23:55, 18 August 2011 (UTC)~
You are using two logical fallacies - the argument from authority and the argument ad hominem. And doing "the Lord's work" is wacky. The rules of logic have equal application to social sciences. I see no evidence that these people made the same conclusions that you did, and in any case it would not be relevant to the discussion. TFD (talk) 13:02, 19 August 2011 (UTC)
TFD, When you have a reliable source backing up your POV, put it on the discussion page of the article and we'll discuss something concrete.
It's a fact that SDUSA members did much (perhaps most) of the organizing for the AFL-CIO's support for Solidarity, which made a huge difference to Poland and the world. Your stating that they were ineffective is just baloney.  Kiefer.Wolfowitz 13:11, 19 August 2011 (UTC)
No one disputes that SDUSA members did things, some even served in the Reagan adminstration, but that is not the same thing as saying the party did anything. TFD (talk) 00:16, 20 August 2011 (UTC)
As I said, take it to the talk page of the article.
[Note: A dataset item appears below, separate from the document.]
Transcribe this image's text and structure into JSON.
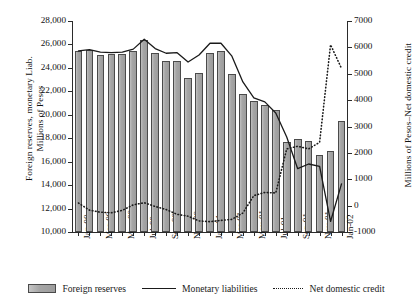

If you can write something that improves the article, then I should be delighted.  Kiefer.Wolfowitz 19:06, 20 August 2011 (UTC)

DYK

Please check/verify the DYK nomination for Carl Gershman:

Thanks!  Kiefer.Wolfowitz 11:35, 17 August 2011 (UTC)

I do intend to do this (if someone else doesn't beat me to it). I've actually mostly finished the review, but I quit to cogitate on how the hook could be made to be punchier. (Also, it would be nice to know -- for the article -- what he did in Pittsburgh, but that may be too much to ask.) --Orlady (talk) 16:21, 22 August 2011 (UTC)
Hi Orlady!
Your review would be great!
I shortened my first version, in a gloomy funk about the lack of historical awareness of our audience. (Only a few hundred people looked at Tom Kahn's DYK ....) Gershman's personal papers lists publications, and many are in Pittsburgh newspapers. Finding more details might involve OR or involve primary sources about his life.
I think JSTOR had one mention of Gershman and VISTA, but I believe that it was a comment that Gershman had written criticism of SDS's version of community organizing (but I would bet only my lunch money and need high odds to accept a wager!).
I first suggested his YPSL activism in my first hook (on the article's talk page). However, I dropped this hook, given his tendency to keep distance between YPSL/SDUSA in his youth, in the last decades, per WP:BLP and DYK suggestions.